Much of UK’s engineering industry has endured a difficult few years, exacerbated by the strength of the pound relative to currencies in export markets. Grove’s Sunderland plant, the former Coles factory, was a high profile casualty at the end of last year. Britain’s crawler crane manufacturers are struggling against a tide of grey imports of questionable legality that have held back R-B International to roughly half the UK sales it could otherwise have expected to have made in the UK last year, according to sales director Paul Ross.

There is one crane manufacturer in the UK, however, that is enjoying a degree of success in bucking the trend: Atlas Hydraulic Loaders, the UK subsidiary of Atlas Weyhausen GmbH of Germany.

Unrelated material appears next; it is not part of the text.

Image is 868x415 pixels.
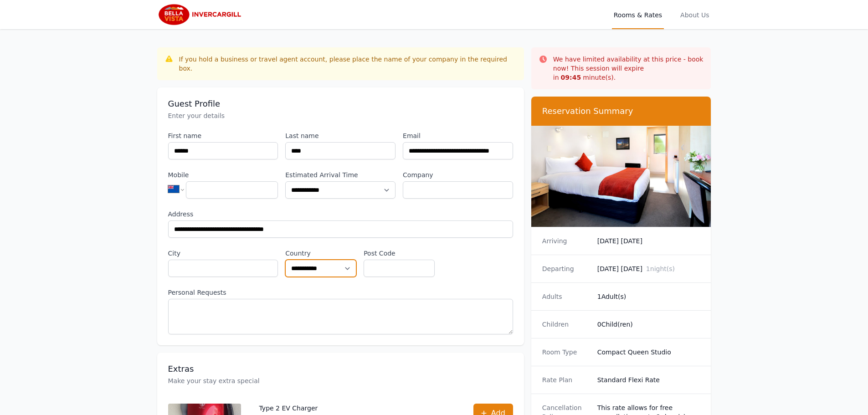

Atlas Weyhausen began its life in 1919 making agricultural attachments. In the late 1950s the German company started making purpose-designed excavators and truck loader cranes. The UK business was established in 1963.

“When Atlas Weyhausen gave birth to its UK daughter company 36 years ago it made a very wise move,” says Bob Webster, who joined Atlas Hydraulic Loaders in October last year as managing director.

“If you want to succeed in an important market like the UK, you have to be immersed in it. As a UK company we understand how our products are used here, how their purchase is financed here, what customers’ expectations are and how these factors are changing with time.” The UK factory was originally based in Blackwood, Lanarkshire but has since relocated to Hamilton, a little nearer to Glasgow. A manufacturing plant was first set up in Hamilton in the early 1990s to deliver a large military contract for more than 300 units. In more recent times, Blackwood has been closed down and Hamilton has been the focus of considerable investment. It is a consolidation that Webster says should be seen as a springboard for expansion, not retrenchment.

Atlas Hydraulic Loaders lays claim to being the clear leader in the UK loader crane market, with a turnover in the region of around £30m ($48m). It manufactures about 2,000 cranes a year, Webster says, of which about 800 are exported. It also makes a four model range of mini excavators. (The idea of combining the mini-excavators and loader cranes to make a mini crawler crane has been raised, apparently, but not been received with any great enthusiasm by the Atlas decision makers.) The crane strategy is to have a modular range which can be adapted for each end-user, rather than offer all-purpose cranes, as some manufacturers do, says Webster. Consequently, as much as 75% or 80% of production by value is custom-built cranes.

With the market moving into the early stages of maturity, end-users increasingly know precisely what they want. Usually, the customer specifies the crane and Atlas then works with the truck body builder.

This approach is partly driven by the changing use of truck loaders. German roofing contractors, for example, are now operating ‘just in time’ principles, Webster says, and they use a truck loader with a long reach to deliver palletised loads straight onto the roof instead off-loading onto the site and lifting up to the roof in a separate operation. He says that truck loader manufacturers have to anticipate this kind of application-led product development.

A second key strand in the Atlas strategy is concentrating on after-sales service and support. Atlas has 70 service engineers in the UK “which is probably two or three times anyone else,” he claims.

  “We reckon we can give buyers anything they want. I think we are already the best service organisation in the UK loader crane market, and my intention is to make it even better.”